It would be very had to pick out the best part of the weekend, most of it was a blur of "CQ DX", I was late getting on the air Friday evening, I felt it more important to watch the arrival of Cpl Cirillo, and his family, at the Funeral Home in Hamilton, and watch the outpouring of respect from the thousands of Canadians who lined his route home. It was quite humbling to watch.
It was 0040 UTC before I turned on the rig and made my first contact. Friday evening contacts were on a mixture of 20m and 40m. But there was a problem, it seemed that many of the stations calling CQ were running too much power, and were transmitting far beyond what their antennas could actually hear. It was quite funny really to sit back and listen to many stations answering these guys, and have these big guns just call "CQ Contest" over and over again.....if they only knew how many stations were actually lined up to talk to them.
Saturday morning was a 10m feast!! The SSB on 10m started at 28.250 and continued, wall-to-wall non-stop to 29.190. It was so good on 10m that I did not get to 20m until very late in the day, and I did not get to 15m until Sunday morning.
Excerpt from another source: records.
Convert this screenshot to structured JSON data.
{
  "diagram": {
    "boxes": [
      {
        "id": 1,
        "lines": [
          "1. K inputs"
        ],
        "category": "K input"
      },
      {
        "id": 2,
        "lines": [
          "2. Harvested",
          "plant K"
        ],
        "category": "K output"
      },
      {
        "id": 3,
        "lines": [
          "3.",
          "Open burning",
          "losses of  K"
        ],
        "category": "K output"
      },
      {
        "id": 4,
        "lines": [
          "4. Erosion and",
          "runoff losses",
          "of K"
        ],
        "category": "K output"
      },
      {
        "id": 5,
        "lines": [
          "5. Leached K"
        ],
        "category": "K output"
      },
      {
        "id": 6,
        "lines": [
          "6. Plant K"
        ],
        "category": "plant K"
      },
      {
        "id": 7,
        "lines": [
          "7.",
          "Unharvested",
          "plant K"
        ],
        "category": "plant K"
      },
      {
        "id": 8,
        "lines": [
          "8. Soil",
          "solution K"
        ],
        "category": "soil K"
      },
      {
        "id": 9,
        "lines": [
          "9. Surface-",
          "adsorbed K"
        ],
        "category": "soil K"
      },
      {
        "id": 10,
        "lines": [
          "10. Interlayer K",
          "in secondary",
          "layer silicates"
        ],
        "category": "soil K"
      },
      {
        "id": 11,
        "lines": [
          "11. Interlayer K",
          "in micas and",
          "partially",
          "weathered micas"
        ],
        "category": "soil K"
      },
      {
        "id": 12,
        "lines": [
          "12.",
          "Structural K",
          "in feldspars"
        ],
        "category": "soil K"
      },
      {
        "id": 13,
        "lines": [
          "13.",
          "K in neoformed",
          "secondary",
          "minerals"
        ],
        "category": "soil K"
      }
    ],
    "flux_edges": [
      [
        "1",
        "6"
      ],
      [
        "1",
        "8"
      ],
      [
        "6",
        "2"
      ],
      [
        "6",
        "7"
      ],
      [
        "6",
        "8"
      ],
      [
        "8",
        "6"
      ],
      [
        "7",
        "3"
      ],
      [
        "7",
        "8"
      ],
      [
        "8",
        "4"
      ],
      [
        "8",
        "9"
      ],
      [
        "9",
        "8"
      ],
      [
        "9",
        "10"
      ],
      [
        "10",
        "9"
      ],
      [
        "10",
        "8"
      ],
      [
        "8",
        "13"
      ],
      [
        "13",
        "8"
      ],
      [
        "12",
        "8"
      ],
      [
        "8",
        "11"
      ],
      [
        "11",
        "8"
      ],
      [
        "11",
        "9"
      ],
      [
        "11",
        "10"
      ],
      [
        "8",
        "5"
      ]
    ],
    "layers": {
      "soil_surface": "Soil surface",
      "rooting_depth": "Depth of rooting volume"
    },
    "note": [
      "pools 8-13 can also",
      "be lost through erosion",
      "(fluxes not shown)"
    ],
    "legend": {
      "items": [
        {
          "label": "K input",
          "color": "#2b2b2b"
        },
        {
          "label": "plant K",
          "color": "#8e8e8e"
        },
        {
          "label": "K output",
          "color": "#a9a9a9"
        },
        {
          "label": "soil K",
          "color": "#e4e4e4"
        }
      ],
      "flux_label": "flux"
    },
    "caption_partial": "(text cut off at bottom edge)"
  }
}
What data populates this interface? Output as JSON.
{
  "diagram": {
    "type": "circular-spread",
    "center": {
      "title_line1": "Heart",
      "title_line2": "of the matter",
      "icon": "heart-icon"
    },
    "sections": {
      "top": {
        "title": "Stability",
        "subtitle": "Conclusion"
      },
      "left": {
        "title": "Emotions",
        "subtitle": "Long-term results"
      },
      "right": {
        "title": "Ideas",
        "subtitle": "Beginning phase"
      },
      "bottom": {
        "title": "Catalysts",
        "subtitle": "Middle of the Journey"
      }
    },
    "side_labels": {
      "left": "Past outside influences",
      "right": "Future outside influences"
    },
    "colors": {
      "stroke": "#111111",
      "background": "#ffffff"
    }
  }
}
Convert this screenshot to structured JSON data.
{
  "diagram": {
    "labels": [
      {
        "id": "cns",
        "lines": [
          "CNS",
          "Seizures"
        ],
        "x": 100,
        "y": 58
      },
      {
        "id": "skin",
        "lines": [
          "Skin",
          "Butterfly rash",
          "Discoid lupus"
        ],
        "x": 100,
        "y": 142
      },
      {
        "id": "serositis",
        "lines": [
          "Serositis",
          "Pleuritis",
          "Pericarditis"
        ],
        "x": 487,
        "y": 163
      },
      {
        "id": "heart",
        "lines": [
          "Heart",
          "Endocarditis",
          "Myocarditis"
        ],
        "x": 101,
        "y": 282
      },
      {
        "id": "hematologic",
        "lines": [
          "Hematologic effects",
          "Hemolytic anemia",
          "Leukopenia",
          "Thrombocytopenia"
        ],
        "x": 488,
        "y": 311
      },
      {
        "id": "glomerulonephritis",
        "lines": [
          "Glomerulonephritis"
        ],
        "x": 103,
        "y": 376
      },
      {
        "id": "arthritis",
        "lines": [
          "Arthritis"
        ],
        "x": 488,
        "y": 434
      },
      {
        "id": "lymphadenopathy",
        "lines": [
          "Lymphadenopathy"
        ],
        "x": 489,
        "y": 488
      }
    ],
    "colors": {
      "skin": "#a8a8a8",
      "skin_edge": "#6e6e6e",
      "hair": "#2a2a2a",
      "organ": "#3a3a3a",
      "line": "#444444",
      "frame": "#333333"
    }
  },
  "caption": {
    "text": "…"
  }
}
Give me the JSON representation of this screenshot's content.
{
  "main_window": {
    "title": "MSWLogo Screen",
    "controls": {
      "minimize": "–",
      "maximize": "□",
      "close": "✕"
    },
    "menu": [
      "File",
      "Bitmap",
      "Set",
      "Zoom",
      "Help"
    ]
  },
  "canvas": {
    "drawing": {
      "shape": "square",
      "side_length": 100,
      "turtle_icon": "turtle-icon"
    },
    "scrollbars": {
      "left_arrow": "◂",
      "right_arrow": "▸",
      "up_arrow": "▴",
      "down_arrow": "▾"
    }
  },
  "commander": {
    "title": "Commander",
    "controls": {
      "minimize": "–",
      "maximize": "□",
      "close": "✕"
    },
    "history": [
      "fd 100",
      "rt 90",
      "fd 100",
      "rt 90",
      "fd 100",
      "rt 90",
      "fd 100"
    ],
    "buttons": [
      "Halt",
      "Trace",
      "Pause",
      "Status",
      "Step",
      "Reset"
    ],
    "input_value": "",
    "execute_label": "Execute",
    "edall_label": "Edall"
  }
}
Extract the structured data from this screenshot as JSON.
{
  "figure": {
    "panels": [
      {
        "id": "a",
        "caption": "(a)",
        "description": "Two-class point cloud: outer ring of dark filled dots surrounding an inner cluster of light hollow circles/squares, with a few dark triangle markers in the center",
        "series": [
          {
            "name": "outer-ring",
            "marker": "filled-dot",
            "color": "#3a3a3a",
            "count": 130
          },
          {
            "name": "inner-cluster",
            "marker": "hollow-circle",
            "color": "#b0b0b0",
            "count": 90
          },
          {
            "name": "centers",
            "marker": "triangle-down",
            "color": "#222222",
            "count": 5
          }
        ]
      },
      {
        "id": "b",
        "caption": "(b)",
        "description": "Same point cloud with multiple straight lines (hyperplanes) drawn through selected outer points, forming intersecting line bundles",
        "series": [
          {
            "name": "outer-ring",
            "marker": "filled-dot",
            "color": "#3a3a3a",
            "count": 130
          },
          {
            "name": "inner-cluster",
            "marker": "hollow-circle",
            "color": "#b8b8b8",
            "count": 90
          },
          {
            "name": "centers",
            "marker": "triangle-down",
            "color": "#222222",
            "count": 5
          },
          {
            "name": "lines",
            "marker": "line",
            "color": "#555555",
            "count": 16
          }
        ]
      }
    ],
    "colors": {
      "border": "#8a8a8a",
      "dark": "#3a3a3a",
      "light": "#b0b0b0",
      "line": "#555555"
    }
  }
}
I shut things down at 2200 UTC on Sunday with 701 QSO's in the log, my ears just couldn't take any more noise.
I did not hear any band police over the weekend, but the idiots who like to tune up right over a QSO were out in force.
The worst behaviour I heard over the weekend was the pileup over A73A, the contest team from Qatar. I felt very sorry for the operator as the jerks trying to call him would not listen to his instructions, and continued to scream their call signs at him over top of his QSO's. Nearly all the offenders were, unfortunately, stations from the USA.
And finally, some operators still have not learned the most basic of rules when dealing with DX. Use the standard list of phonetics, not everyone understands English well. I listened in total amusement an exchange that went on 10 minutes between an American and a Latvian station. Instead of using "Whiskey Delta Bravo", the American was using "Willoughby Divorce Beans". In return WDB got back "BCN", and around and around they went. In the end the QSO wasn't completed, the Latvian gave up in frustration.
The radio in action this weekend was the FT-950 and the 80m OCF dipole. I did use the 15m vertical dipole as the 80m will not tune up on 15m. Very pleased with the equipment, everything seems to be working well.